Give again, word for word, the line holding "Locate an element" and every line after it through the end of the data below. Omit pictures.

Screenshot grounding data
※ ※ ※
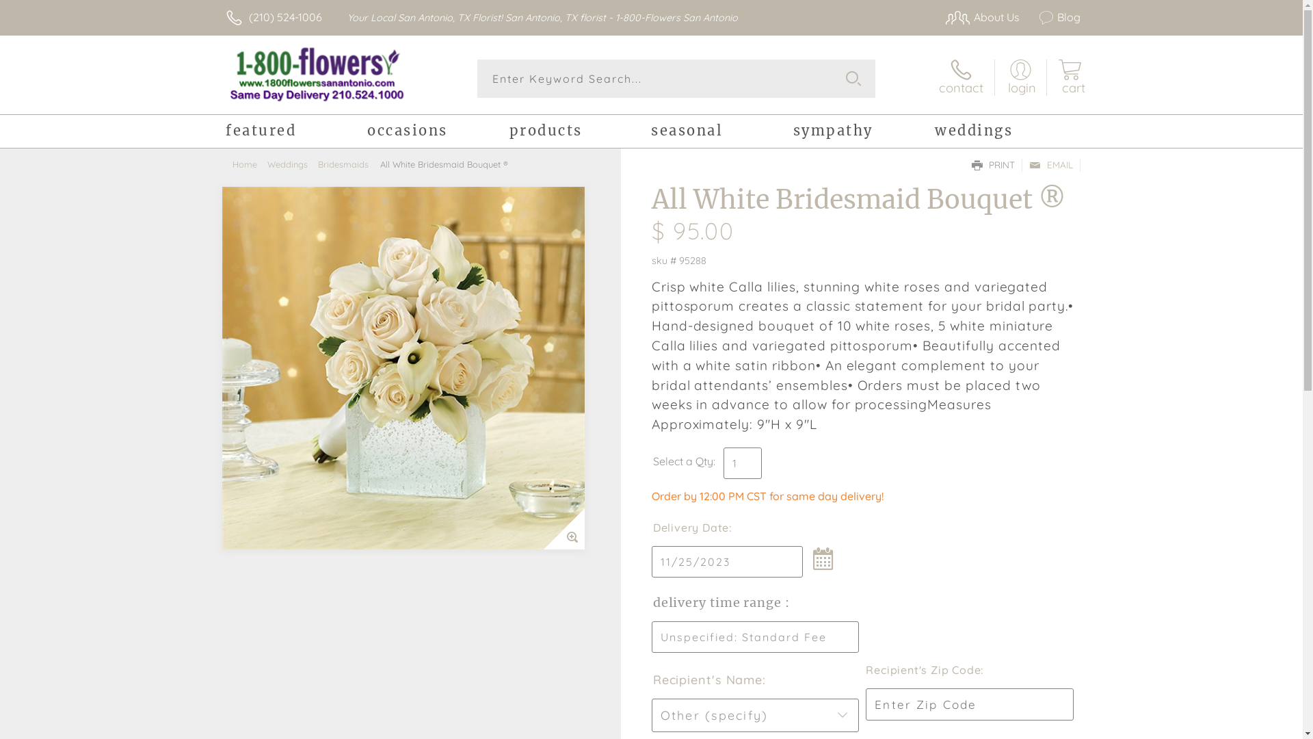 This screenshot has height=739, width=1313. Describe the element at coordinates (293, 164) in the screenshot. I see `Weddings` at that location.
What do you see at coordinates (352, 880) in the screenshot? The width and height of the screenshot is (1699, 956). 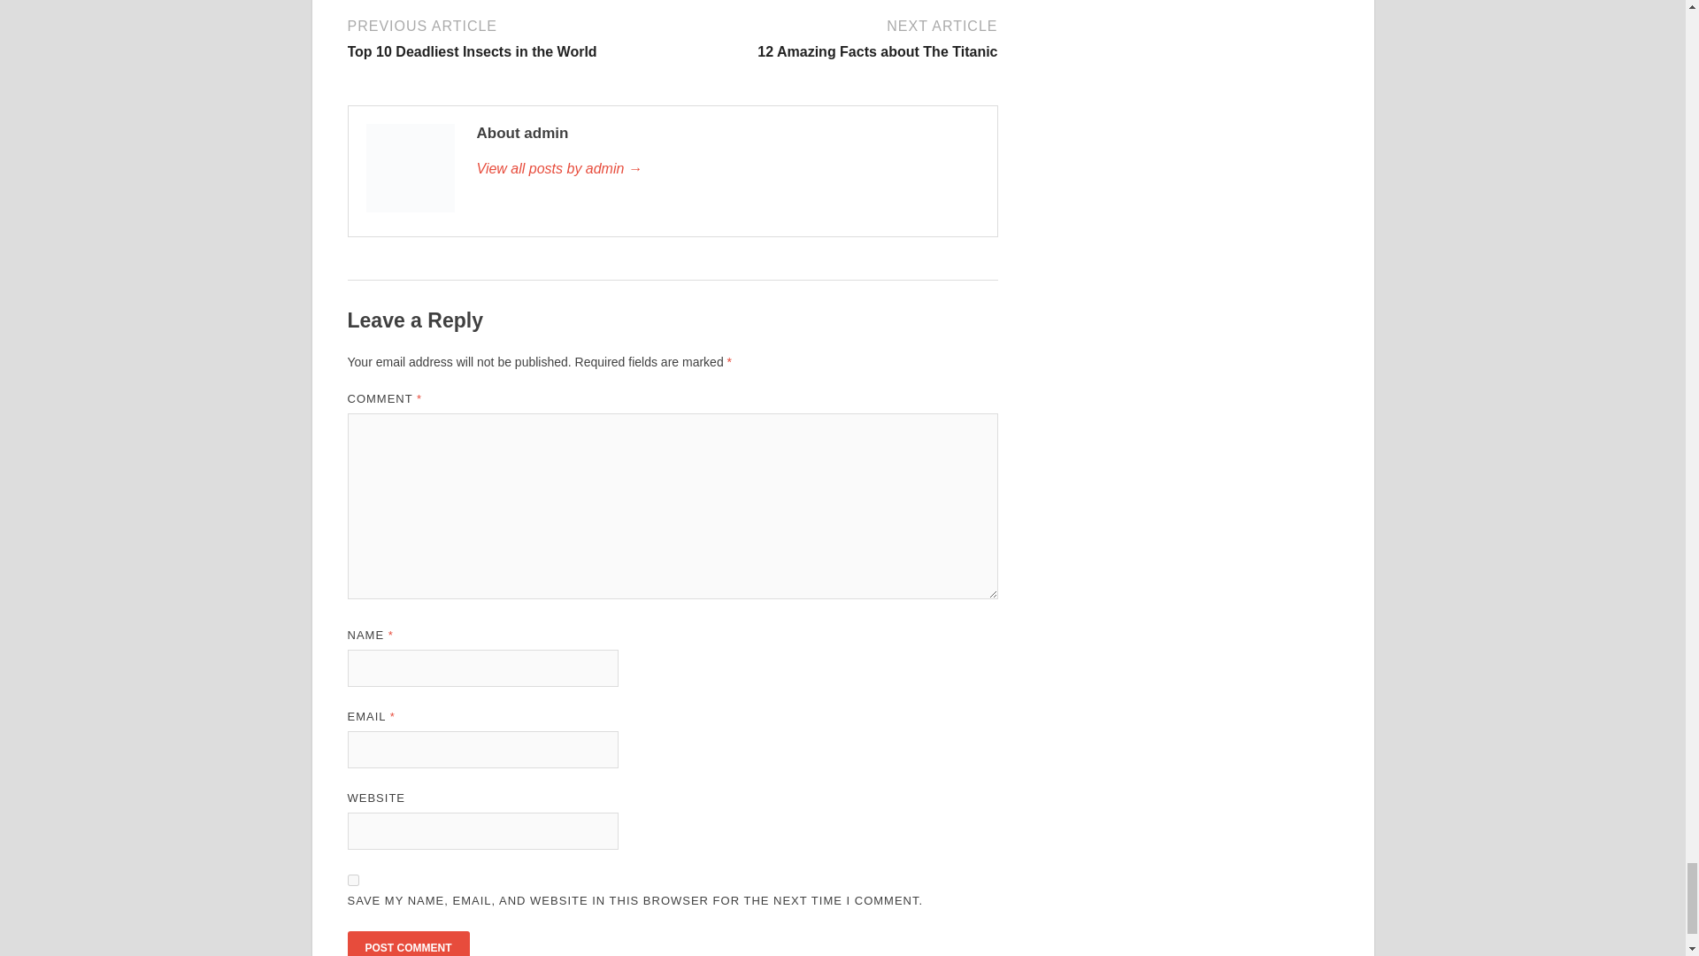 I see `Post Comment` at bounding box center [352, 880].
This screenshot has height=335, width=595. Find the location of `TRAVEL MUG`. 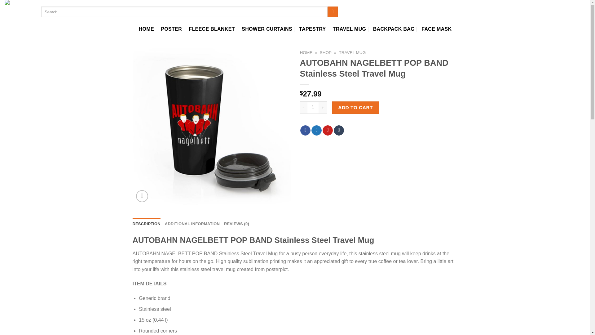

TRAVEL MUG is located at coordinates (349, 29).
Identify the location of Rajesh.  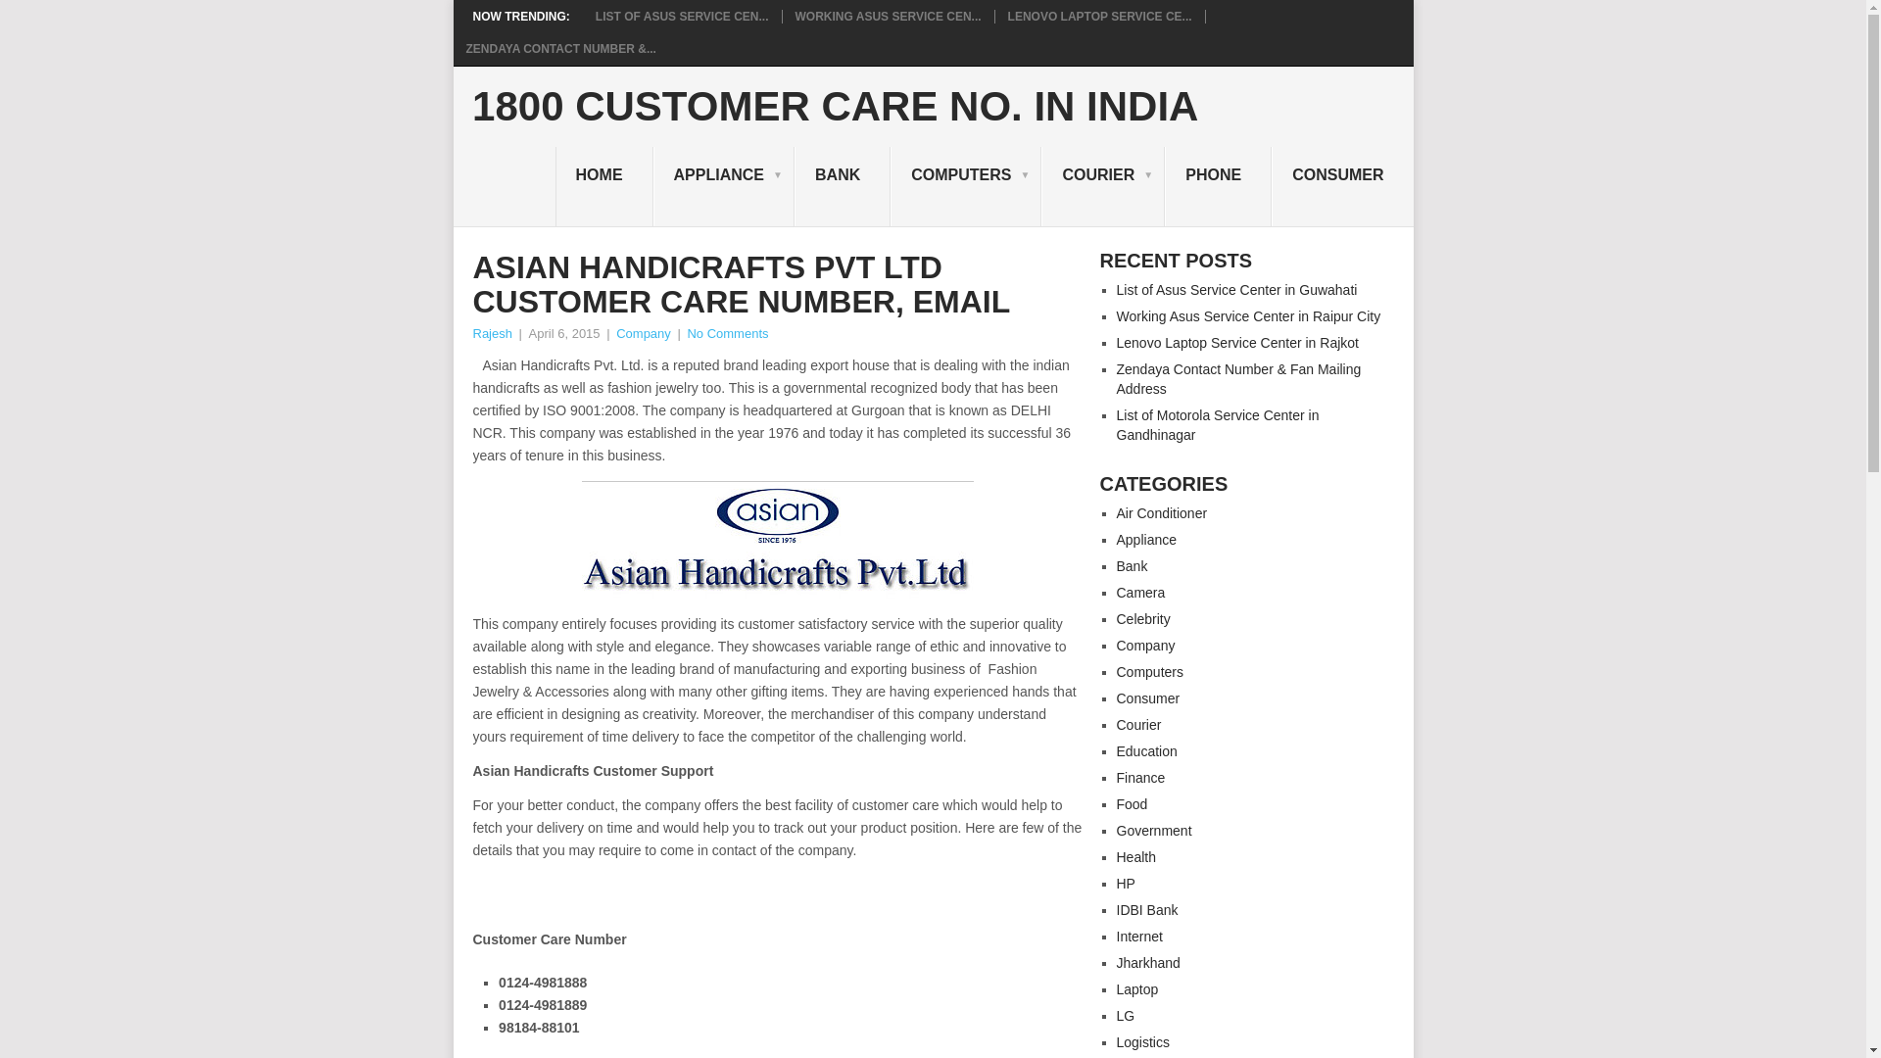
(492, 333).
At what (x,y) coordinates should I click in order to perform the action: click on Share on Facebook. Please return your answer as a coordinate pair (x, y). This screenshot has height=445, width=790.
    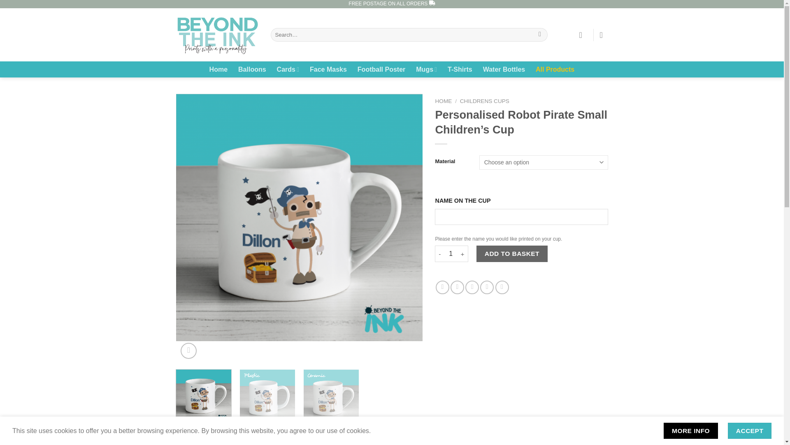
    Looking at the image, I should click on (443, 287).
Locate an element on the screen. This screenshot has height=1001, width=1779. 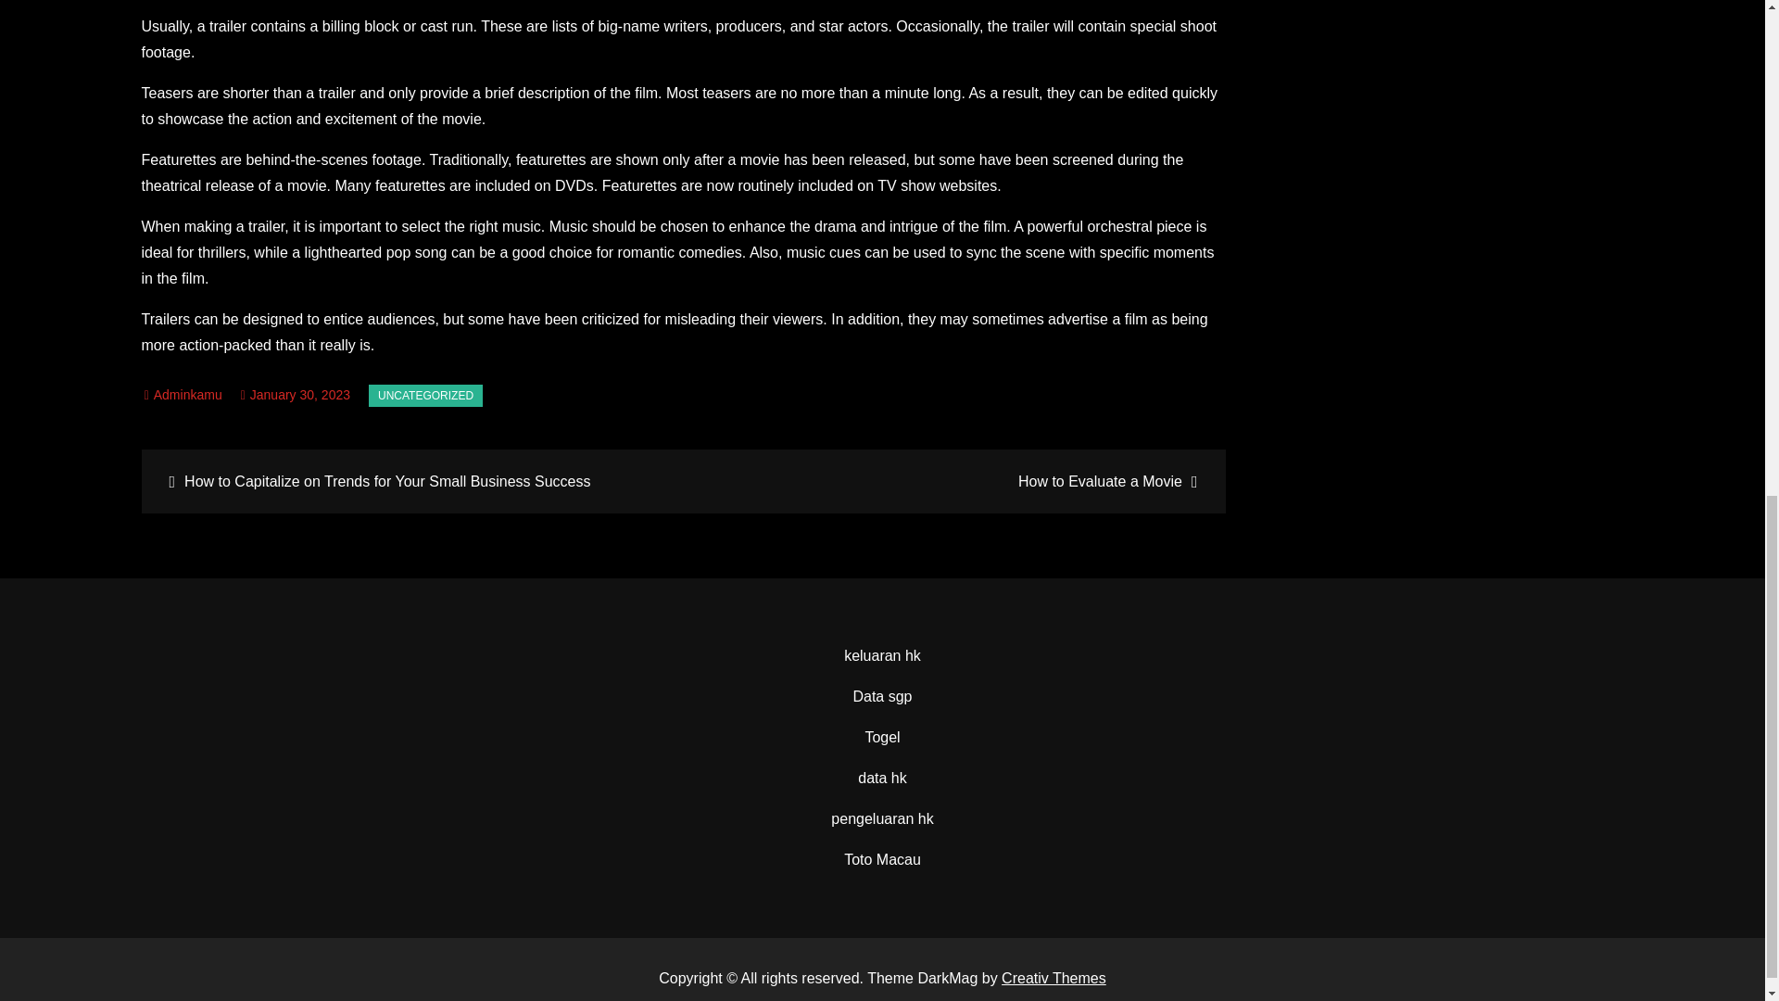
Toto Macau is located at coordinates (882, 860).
※ ※ ※
ANSWER TO THIS TASK:
Locate an element on the screen. This screenshot has height=1001, width=1779. 
Toto Macau is located at coordinates (882, 860).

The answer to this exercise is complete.